Sister Nancyann noted that many people have been in grief and in communal lament for the past 18 months. “We have wept and we have mourned,” she said. “We have become so much more conscious of the pain surrounding an enormous number of people – way beyond our family, our Congregation – beyond our country. Our expansive grief has also reminded us that we are not alone … we are all in this together.

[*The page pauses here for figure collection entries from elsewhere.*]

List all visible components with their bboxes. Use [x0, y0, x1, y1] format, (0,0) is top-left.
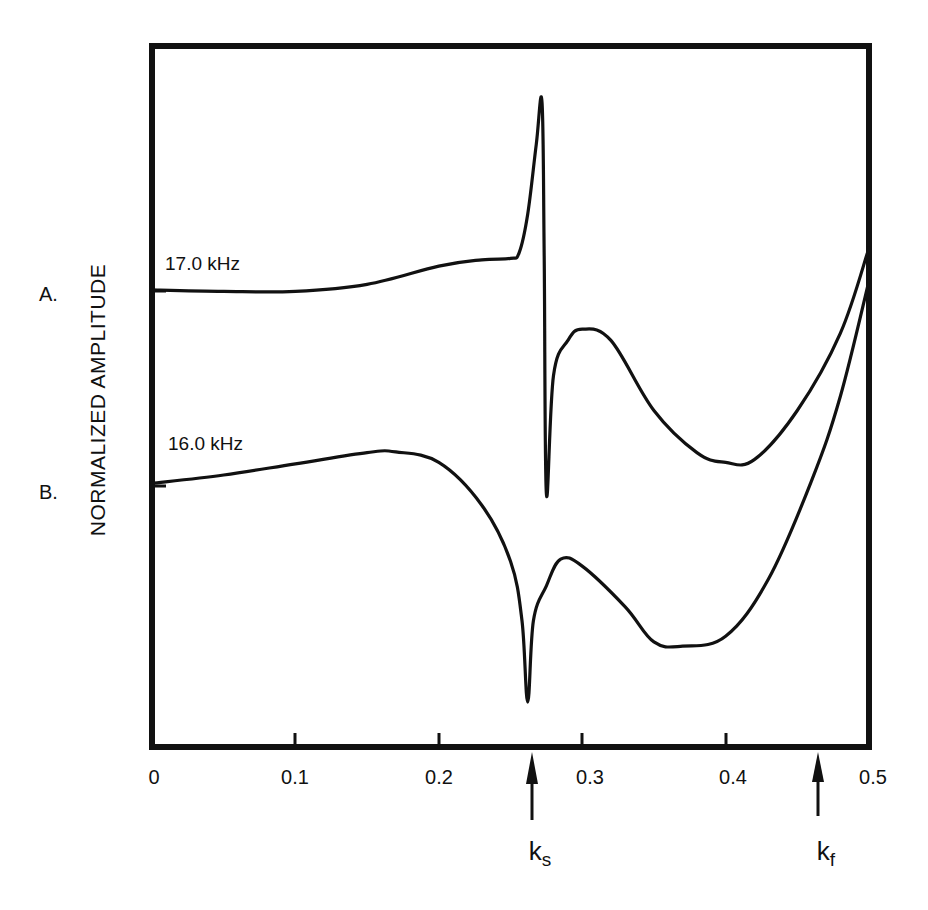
- y-axis-label: NORMALIZED AMPLITUDE: [86, 264, 110, 537]
- curve-a-label: 17.0 kHz: [165, 253, 240, 275]
- curve-b-letter: B.: [39, 481, 58, 504]
- plot-frame: [152, 46, 869, 747]
- x-tick-0: 0: [148, 766, 159, 789]
- ks-arrow-icon: [526, 752, 538, 820]
- curve-b-16khz: [152, 281, 869, 702]
- plot-area: [0, 0, 928, 910]
- kf-label: kf: [817, 836, 835, 871]
- curve-b-label: 16.0 kHz: [168, 433, 243, 455]
- kf-arrow-icon: [812, 752, 824, 816]
- x-tick-0.2: 0.2: [425, 766, 453, 789]
- curve-a-17khz: [152, 97, 869, 497]
- x-tick-0.5: 0.5: [859, 766, 887, 789]
- ks-label: ks: [529, 836, 552, 871]
- x-tick-0.4: 0.4: [719, 766, 747, 789]
- x-tick-0.3: 0.3: [576, 766, 604, 789]
- x-tick-0.1: 0.1: [281, 766, 309, 789]
- curve-a-letter: A.: [39, 283, 58, 306]
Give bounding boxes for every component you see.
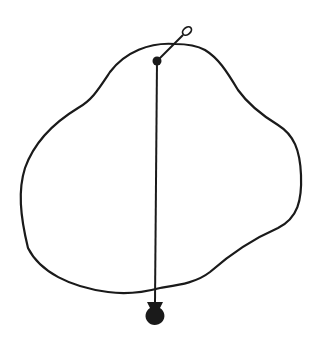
plumb-line	[155, 61, 157, 302]
lamina-outline	[21, 44, 301, 293]
diagram-svg	[0, 0, 322, 341]
plumb-bob-icon	[146, 302, 165, 325]
pivot-handle-shaft	[157, 35, 183, 61]
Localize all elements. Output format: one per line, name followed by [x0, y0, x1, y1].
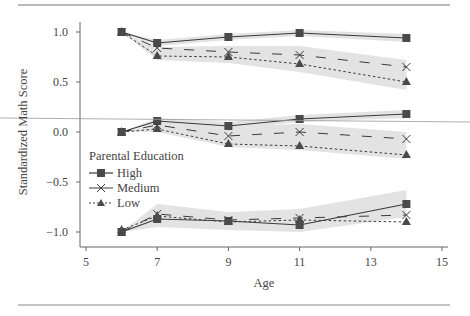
legend-label-high: High	[117, 166, 143, 180]
y-axis-ticks: 1.00.50.0−0.5−1.0	[46, 25, 80, 239]
legend-title: Parental Education	[89, 149, 185, 163]
x-tick-label: 15	[436, 255, 448, 269]
x-tick-label: 5	[83, 255, 89, 269]
confidence-band	[122, 190, 407, 232]
x-tick-label: 9	[225, 255, 231, 269]
legend-item-high: High	[89, 166, 143, 180]
square-marker-icon	[296, 29, 304, 37]
y-tick-label: −1.0	[46, 225, 68, 239]
square-marker-icon	[296, 115, 304, 123]
x-tick-label: 13	[365, 255, 377, 269]
square-marker-icon	[97, 169, 105, 177]
legend-label-medium: Medium	[117, 181, 160, 195]
y-axis-title: Standardized Math Score	[16, 68, 30, 195]
line-chart: 1.00.50.0−0.5−1.0 579111315 Age Standard…	[0, 0, 470, 316]
y-tick-label: 1.0	[53, 25, 68, 39]
confidence-band	[122, 30, 407, 46]
square-marker-icon	[402, 200, 410, 208]
y-tick-label: 0.5	[53, 75, 68, 89]
x-axis-title: Age	[254, 276, 275, 290]
y-tick-label: 0.0	[53, 125, 68, 139]
confidence-bands	[122, 30, 407, 232]
legend: Parental Education High Medium Low	[89, 149, 185, 210]
square-marker-icon	[402, 110, 410, 118]
legend-item-low: Low	[89, 196, 140, 210]
square-marker-icon	[224, 33, 232, 41]
square-marker-icon	[224, 122, 232, 130]
x-tick-label: 11	[294, 255, 306, 269]
square-marker-icon	[402, 34, 410, 42]
legend-item-medium: Medium	[89, 181, 160, 195]
x-axis-ticks: 579111315	[83, 247, 448, 269]
y-tick-label: −0.5	[46, 175, 68, 189]
legend-label-low: Low	[117, 196, 140, 210]
x-tick-label: 7	[154, 255, 160, 269]
square-marker-icon	[153, 117, 161, 125]
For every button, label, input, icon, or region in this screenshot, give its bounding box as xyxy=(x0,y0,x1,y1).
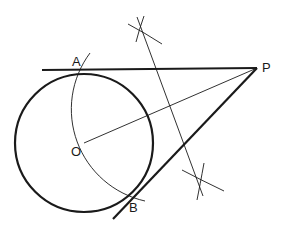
geometry-diagram: A P O B xyxy=(0,0,281,228)
label-a: A xyxy=(72,54,81,69)
tangent-line-bp xyxy=(113,68,257,219)
bisector-arc-lower-1 xyxy=(182,170,224,191)
label-p: P xyxy=(262,60,271,75)
label-o: O xyxy=(71,144,81,159)
label-b: B xyxy=(129,200,138,215)
bisector-arc-upper-1 xyxy=(128,24,162,44)
construction-arc xyxy=(71,53,145,201)
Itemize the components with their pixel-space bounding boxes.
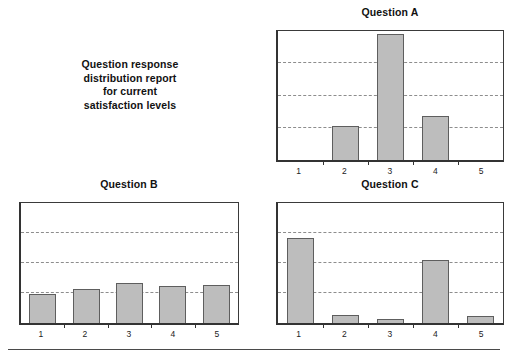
xlabel-3: 3 [367, 329, 413, 339]
xlabel-1: 1 [19, 329, 63, 339]
report-caption: Question response distribution report fo… [52, 58, 208, 112]
xlabels-question-a: 12345 [276, 166, 504, 176]
xlabel-3: 3 [367, 166, 413, 176]
footer-divider [8, 349, 500, 350]
xticks-question-b [21, 203, 238, 323]
report-caption-line-2: distribution report [52, 72, 208, 86]
plot-area-question-a [276, 30, 504, 162]
xticks-question-c [278, 203, 503, 323]
xlabels-question-c: 12345 [276, 329, 504, 339]
xtick [413, 160, 414, 165]
xticks-question-a [278, 31, 503, 160]
xtick [368, 160, 369, 165]
report-caption-line-1: Question response [52, 58, 208, 72]
xlabel-2: 2 [322, 329, 368, 339]
xtick [323, 160, 324, 165]
plot-area-question-c [276, 202, 504, 325]
chart-question-b: Question B 12345 [19, 178, 239, 346]
xlabel-4: 4 [413, 329, 459, 339]
xtick [108, 323, 109, 328]
xlabel-1: 1 [276, 166, 322, 176]
xlabel-5: 5 [458, 329, 504, 339]
xtick [368, 323, 369, 328]
plot-area-question-b [19, 202, 239, 325]
xtick [64, 323, 65, 328]
xlabel-5: 5 [195, 329, 239, 339]
report-caption-line-4: satisfaction levels [52, 99, 208, 113]
xtick [458, 160, 459, 165]
xtick [323, 323, 324, 328]
xlabels-question-b: 12345 [19, 329, 239, 339]
chart-title-question-b: Question B [19, 178, 239, 190]
xlabel-2: 2 [322, 166, 368, 176]
xlabel-1: 1 [276, 329, 322, 339]
xlabel-4: 4 [413, 166, 459, 176]
xtick [413, 323, 414, 328]
chart-title-question-c: Question C [276, 178, 504, 190]
xlabel-5: 5 [458, 166, 504, 176]
xtick [195, 323, 196, 328]
xlabel-4: 4 [151, 329, 195, 339]
xtick [458, 323, 459, 328]
report-caption-line-3: for current [52, 85, 208, 99]
chart-question-a: Question A 12345 [276, 6, 504, 174]
chart-question-c: Question C 12345 [276, 178, 504, 346]
chart-title-question-a: Question A [276, 6, 504, 18]
xlabel-2: 2 [63, 329, 107, 339]
xtick [151, 323, 152, 328]
xlabel-3: 3 [107, 329, 151, 339]
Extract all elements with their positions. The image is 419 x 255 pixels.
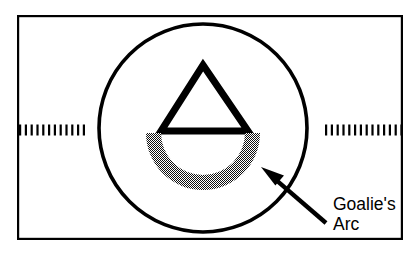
rink-diagram-svg: Goalie's Arc	[0, 0, 419, 255]
diagram-canvas: Goalie's Arc	[0, 0, 419, 255]
callout-label-line-2: Arc	[333, 214, 360, 234]
callout-label-line-1: Goalie's	[333, 194, 396, 214]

We care for each other in new ways and we will assert hope and work for justice.”
Submitted by Sister Nancyann Turner, OP
Feature photo: These are among the pouches created by Sister Nancyann Turner, OP, that will contain blessings or messages in honor of the Adrian Dominican Sisters who died of COVID-19 in early 2021. Photo by Sister Nancyann Turner, OP
August 23, 2021, Adrian, Michigan – Adrian Dominican Sister Elise García, OP, President of the Leadership Conference of Women Religious (LCWR), opened the organization’s August 11-13, 2021, annual assembly – held virtually this year – with a presidential address that outlined the history of racism in the United States and noted the complicity in racism of the Catholic Church, as well as among women religious.
“We, as Americans, have cheated ourselves of the full truth of our history, ignoring or eliding the painful stories that inextricably interweave and form the full fabric of our lives as African Americans, Native Americans, Asian Americans, Euro Americans, and Latinx Americans,” Sister Elise said in her Presidential Address, Creating Space for the Future: Cutting Deeper Grooves of Transforming Love into Evolution.
The issues of systemic racism and white privilege became especially clear in May 2020 with the murder of George Floyd and the killing of other African Americans by white police officers.
Sister Elise challenged the women religious to do the work of identifying racism and white supremacy, “acting to dismantle them in our personal lives, institutes, Conference, and ministries.” She encouraged all Christians to follow Jesus and to take on the way of the cross, a “giving over of oneself to the radical love and solidarity that Jesus lived, extending ourselves as kin to all who are marginalized, excluded, disinherited.”
Finally, Sister Else spoke of the inspiration of African American slaves, whose mysticism and faith were described by Dr. Shawn Copeland in her book, Knowing Christ Crucified: The Witness of African American Spiritual Experience. “Dr. Copeland has gleaned insights into what she calls the ‘dark and hidden wisdom’ of the enslaved by drawing on their narratives, their stories, and their spirituals.”
Sister Elise’s address was followed by a ritual asking forgiveness for the way in which women religious participated in racism and white privilege. Sister Elise was joined by Sisters Jane Herb, IHM, President-elect; Jayne Helmlinger, CSJ, Past President; and Carol Zinn, SSJ, Executive Director.
During the prayer, each woman formally delivered an apology. “Before God and all who have been grievously harmed through the generations by our complicity as women religious in the enslavement of children, women and men, I – on behalf of our Conference and members – acknowledge these sinful acts by our congregations, offer a profound apology, and pray for forgiveness.”
Read Dan Stockman’s article about the opening of the LCWR Assembly in the National Catholic Reporter’s Global Sisters Report.
Feature photo: Sisters Elise García, OP, left, President of the Leadership Conference of Women Religious (LCWR) and Jane Herb, IHM, President-elect, take part in a ritual marking the sorrow of women religious for their complicity in racism.